First Amendment Preliminary Injunction

COALITION FOR INDEPENDENT TECHNOLOGY RESEARCH v. RUBIO

🏛 U.S. District Court for the District of Columbia · 📅 2026-03-09

Issue

In *Coalition for Independent Technology Research v. Rubio*, the Electronic Frontier Foundation argues as amicus curiae that the government may not constitutionally penalize civil society researchers, academics, and advocacy organizations for engaging with social media platforms on content moderation policy — characterizing such penalties as First Amendment retaliation against protected petitioning activity. The question is non-obvious because the targeted conduct is not direct speech but advocacy directed at private intermediaries, leaving unresolved whether researchers and NGOs operating in that space hold cognizable constitutional claims when the government pressures platforms to disregard them.

What Happened

EFF filed this amicus brief in the U.S. District Court for the District of Columbia at the preliminary injunction stage, in support of the Coalition plaintiffs' motion for an APA Section 705 stay and preliminary injunction against defendants including the Secretaries of State and Homeland Security and the Attorney General. Rather than addressing the APA stay standard directly, EFF supplies factual and normative context intended to strengthen the irreparable harm and public interest prongs of the injunction analysis. The brief argues that content moderation predates current political controversy and operates across platforms of every ideological orientation, that civil society organizations constitute a structurally recognized pillar of platform governance supported by academic literature and international practice, and that their advocacy has produced concrete, documented improvements in platform policy. EFF invokes *Moody v. NetChoice* (2024) for the proposition that platforms hold First Amendment editorial discretion, framing civil society advocacy in support of that discretion as constitutionally protected activity whose suppression creates injury both to researchers and to the platforms themselves. The brief does not cite any government filings or administrative record to substantiate its characterizations of the specific government conduct at issue.

Why It Matters

This case sits at the frontier of a rapidly developing conflict over whether the government may use investigative or regulatory pressure to punish researchers and civil society groups for influencing how platforms moderate content — a question the Supreme Court skirted rather than resolved in *Murthy v. Missouri* last term. A ruling granting even interim relief could constrain the current administration's ability to deploy such pressure against academics and NGOs who study or critique platform content decisions, making the preliminary injunction proceeding consequential well beyond the parties before the court. EFF's brief also implicitly surfaces two unresolved doctrinal questions: whether civil society actors engaged in advocacy-to-intermediaries hold cognizable First Amendment retaliation claims, and whether *Moody*'s recognition of platform editorial rights generates derivative injury for third parties whose work informs that editorial discretion. The brief's most significant vulnerability is its failure to engage *Murthy*, which erected substantial standing and traceability barriers that the Coalition plaintiffs must clear and that the government is virtually certain to invoke in opposition.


### [To do]
Find the word "毛针织衫L" in the material below and gather every line that contains it.

______________________________

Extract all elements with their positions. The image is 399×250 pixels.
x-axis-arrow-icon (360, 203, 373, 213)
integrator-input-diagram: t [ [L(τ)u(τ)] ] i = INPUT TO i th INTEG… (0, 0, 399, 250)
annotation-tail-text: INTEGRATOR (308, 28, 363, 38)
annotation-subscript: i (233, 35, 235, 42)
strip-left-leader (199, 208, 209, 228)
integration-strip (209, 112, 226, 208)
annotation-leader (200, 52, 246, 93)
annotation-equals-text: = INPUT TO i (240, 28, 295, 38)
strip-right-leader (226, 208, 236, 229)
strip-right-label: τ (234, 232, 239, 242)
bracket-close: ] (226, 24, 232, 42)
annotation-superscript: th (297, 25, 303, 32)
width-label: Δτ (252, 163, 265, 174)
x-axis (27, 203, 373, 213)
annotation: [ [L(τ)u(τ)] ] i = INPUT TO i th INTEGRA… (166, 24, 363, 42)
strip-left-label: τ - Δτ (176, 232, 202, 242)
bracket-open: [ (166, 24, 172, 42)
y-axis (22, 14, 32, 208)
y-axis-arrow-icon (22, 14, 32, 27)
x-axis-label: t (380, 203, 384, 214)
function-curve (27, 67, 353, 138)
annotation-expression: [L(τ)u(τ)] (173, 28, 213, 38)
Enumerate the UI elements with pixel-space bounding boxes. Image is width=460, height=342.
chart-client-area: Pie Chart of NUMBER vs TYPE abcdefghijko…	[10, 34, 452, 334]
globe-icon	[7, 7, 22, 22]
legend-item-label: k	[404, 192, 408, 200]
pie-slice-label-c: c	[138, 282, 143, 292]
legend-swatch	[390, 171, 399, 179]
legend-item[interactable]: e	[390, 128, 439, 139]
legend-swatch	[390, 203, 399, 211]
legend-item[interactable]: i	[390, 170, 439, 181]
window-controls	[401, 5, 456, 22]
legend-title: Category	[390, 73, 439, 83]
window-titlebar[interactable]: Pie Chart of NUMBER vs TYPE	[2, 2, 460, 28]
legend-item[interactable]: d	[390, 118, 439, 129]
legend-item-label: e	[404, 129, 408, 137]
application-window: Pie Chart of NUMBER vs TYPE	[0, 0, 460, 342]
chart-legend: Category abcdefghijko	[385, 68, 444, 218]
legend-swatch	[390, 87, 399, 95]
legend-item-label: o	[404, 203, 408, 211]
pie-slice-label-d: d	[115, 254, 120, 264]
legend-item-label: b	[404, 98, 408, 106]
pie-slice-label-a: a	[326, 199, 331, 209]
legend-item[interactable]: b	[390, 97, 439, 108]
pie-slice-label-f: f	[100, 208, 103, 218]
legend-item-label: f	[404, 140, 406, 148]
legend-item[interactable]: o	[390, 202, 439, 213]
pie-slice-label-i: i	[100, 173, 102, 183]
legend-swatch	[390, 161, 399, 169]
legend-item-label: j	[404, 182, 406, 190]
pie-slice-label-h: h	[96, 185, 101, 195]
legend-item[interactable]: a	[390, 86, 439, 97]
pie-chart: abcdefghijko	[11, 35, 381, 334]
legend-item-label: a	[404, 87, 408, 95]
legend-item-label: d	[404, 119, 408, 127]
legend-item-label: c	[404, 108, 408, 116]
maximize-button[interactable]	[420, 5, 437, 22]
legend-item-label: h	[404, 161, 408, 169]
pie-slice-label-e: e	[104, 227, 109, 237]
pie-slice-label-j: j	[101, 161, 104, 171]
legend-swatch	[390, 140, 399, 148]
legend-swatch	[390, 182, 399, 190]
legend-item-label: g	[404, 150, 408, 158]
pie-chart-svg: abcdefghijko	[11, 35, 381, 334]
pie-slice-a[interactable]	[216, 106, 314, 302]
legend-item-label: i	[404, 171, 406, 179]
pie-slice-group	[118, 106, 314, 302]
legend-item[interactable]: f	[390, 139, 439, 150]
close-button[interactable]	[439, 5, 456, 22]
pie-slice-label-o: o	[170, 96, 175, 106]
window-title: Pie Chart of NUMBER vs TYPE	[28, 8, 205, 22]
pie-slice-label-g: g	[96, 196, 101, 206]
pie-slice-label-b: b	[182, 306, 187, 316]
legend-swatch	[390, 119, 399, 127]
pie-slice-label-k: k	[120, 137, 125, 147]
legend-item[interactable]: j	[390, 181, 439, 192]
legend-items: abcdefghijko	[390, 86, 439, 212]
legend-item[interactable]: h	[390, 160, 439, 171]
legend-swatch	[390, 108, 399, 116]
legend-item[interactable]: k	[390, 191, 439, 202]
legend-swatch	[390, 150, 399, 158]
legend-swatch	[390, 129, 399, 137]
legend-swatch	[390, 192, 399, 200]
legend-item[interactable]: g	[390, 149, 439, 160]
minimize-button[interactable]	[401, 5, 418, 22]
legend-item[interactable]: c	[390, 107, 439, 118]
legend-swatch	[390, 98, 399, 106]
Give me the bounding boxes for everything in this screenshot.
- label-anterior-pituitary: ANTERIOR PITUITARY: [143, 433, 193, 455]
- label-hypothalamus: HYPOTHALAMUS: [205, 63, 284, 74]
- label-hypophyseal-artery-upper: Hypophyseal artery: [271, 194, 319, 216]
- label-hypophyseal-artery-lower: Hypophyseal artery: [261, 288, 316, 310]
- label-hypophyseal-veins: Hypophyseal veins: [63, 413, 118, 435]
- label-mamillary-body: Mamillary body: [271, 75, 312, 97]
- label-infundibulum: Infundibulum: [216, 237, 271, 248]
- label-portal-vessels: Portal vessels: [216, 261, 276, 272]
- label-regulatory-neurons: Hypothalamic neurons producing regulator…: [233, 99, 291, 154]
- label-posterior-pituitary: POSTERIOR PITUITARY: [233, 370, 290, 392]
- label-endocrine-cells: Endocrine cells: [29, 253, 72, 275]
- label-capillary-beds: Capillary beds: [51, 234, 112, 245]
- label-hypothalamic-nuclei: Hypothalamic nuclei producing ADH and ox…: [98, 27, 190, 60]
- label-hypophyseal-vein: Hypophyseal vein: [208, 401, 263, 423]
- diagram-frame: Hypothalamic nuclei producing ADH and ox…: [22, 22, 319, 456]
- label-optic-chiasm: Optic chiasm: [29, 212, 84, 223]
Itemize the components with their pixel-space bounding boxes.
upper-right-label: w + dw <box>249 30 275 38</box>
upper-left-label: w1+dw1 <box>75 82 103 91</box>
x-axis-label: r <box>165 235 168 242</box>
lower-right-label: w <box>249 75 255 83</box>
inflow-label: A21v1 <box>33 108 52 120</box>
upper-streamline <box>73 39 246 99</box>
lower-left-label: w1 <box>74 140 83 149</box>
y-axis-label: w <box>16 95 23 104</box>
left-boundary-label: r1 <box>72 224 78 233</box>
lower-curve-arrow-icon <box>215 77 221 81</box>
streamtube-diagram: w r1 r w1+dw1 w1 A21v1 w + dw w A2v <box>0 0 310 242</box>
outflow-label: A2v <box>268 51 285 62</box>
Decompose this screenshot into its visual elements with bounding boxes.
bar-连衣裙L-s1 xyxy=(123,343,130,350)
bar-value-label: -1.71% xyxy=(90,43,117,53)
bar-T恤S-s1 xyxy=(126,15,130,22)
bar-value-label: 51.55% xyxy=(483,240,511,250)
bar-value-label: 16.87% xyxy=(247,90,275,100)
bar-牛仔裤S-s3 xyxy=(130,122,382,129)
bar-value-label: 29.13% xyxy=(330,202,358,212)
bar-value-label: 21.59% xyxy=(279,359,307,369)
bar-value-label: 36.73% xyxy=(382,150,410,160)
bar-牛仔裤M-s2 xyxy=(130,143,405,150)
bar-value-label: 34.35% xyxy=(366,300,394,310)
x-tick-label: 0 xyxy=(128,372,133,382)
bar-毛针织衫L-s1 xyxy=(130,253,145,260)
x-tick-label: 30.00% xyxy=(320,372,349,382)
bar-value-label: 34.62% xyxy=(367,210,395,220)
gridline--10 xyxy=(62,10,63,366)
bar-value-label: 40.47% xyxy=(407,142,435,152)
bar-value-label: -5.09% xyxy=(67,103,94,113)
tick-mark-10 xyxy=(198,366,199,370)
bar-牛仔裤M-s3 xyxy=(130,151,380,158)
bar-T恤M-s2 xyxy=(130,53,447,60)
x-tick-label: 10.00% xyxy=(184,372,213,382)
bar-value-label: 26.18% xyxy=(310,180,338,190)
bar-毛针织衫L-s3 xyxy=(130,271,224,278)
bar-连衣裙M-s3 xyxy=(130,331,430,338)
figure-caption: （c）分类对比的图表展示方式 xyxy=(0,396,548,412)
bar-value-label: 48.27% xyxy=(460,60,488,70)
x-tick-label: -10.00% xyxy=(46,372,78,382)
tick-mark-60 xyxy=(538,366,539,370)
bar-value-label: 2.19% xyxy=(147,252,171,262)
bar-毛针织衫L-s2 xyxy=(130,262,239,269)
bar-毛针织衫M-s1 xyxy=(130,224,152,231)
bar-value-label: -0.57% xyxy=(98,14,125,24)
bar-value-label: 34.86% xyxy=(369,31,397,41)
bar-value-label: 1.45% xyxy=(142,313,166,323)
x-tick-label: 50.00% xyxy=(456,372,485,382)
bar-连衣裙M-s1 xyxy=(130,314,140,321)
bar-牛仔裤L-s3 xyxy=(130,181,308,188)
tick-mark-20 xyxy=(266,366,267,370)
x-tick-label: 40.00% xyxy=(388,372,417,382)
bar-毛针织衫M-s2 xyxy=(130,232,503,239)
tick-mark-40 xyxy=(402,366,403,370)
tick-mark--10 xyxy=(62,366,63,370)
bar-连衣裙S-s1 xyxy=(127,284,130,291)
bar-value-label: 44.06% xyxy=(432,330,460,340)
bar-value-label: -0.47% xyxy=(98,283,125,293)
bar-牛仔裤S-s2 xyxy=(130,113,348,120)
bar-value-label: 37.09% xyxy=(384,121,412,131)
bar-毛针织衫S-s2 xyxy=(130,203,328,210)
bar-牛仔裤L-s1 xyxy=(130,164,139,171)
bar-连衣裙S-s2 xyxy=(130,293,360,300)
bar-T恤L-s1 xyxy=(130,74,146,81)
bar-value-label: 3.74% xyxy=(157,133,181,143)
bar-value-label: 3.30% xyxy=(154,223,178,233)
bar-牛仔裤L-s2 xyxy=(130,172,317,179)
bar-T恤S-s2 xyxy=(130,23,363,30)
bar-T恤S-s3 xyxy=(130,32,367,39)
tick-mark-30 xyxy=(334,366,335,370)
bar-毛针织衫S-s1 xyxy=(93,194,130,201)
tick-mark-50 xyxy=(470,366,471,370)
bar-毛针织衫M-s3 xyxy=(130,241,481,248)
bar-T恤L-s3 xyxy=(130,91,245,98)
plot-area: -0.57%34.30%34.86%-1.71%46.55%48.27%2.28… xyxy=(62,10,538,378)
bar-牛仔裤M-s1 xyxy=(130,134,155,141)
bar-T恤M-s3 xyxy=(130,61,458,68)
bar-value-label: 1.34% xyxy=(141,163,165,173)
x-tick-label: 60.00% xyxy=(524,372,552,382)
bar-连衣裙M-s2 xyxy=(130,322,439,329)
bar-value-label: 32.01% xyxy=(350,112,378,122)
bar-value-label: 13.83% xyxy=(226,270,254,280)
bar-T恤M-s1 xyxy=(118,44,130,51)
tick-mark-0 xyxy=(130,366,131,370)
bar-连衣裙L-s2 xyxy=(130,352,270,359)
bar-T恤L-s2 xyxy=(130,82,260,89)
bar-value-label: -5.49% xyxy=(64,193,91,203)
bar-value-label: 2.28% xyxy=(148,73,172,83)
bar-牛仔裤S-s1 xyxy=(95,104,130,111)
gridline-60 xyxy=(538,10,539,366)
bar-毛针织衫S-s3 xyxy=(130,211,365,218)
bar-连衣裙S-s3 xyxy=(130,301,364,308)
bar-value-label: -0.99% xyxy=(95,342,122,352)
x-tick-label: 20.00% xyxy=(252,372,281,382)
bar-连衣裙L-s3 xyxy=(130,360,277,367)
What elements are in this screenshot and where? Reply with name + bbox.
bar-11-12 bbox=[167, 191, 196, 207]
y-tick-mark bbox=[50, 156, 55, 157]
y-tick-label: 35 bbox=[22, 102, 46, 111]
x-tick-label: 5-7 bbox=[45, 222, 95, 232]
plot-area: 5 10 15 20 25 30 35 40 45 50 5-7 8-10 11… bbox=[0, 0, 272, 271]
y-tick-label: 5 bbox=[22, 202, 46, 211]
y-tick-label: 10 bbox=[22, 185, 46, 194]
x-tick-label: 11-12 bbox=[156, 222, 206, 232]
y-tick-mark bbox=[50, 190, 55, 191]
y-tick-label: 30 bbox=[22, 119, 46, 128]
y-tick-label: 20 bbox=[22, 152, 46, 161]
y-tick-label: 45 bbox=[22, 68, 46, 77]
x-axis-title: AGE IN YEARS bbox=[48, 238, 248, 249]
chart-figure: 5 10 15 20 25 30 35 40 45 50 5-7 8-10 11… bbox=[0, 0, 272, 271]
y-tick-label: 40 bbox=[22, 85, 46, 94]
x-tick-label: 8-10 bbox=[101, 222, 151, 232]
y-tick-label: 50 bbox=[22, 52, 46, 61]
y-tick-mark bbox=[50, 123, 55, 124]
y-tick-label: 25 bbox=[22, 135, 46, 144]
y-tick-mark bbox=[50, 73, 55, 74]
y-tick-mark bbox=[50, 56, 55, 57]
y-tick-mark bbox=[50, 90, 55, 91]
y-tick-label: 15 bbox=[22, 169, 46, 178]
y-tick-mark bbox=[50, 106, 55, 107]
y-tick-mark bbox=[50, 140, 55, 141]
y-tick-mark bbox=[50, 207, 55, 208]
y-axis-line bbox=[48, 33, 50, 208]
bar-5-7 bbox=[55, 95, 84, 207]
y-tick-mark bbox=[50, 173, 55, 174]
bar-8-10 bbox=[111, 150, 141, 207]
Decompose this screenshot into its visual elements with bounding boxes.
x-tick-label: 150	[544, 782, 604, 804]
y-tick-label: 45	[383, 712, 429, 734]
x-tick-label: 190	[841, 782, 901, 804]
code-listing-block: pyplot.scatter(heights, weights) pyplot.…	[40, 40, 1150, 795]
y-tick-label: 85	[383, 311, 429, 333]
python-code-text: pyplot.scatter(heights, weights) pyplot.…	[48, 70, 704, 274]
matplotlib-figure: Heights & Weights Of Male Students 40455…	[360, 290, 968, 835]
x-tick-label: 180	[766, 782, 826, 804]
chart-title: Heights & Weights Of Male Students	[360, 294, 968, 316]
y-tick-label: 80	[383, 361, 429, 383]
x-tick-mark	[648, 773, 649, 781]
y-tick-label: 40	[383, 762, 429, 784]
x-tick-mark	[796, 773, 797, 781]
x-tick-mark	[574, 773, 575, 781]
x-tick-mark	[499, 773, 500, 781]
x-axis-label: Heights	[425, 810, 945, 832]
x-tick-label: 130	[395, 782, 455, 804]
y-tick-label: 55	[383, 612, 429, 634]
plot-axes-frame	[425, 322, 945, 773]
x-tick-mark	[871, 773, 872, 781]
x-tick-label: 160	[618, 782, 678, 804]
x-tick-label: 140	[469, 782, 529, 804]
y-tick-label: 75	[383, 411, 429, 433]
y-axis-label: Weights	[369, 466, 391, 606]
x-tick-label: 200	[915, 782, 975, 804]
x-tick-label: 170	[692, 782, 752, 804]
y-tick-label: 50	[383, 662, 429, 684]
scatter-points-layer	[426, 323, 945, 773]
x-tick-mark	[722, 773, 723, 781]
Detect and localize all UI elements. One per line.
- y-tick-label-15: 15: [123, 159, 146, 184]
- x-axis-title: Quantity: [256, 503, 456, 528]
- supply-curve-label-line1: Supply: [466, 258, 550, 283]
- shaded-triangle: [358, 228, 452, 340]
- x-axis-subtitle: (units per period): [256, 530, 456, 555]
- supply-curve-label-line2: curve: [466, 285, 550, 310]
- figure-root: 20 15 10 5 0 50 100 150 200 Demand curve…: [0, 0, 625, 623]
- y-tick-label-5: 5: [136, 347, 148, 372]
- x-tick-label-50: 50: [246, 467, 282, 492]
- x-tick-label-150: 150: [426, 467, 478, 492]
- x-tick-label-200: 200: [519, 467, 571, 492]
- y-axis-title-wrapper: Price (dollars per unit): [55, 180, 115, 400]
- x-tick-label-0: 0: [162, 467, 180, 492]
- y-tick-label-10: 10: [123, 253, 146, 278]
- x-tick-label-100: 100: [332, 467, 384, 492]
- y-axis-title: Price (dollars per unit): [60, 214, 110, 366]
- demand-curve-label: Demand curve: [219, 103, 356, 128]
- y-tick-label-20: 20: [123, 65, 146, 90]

______________________________

### [Answer space]
bar-毛针织衫L-s1 xyxy=(130,253,145,260)
bar-毛针织衫L-s3 xyxy=(130,271,224,278)
bar-毛针织衫L-s2 xyxy=(130,262,239,269)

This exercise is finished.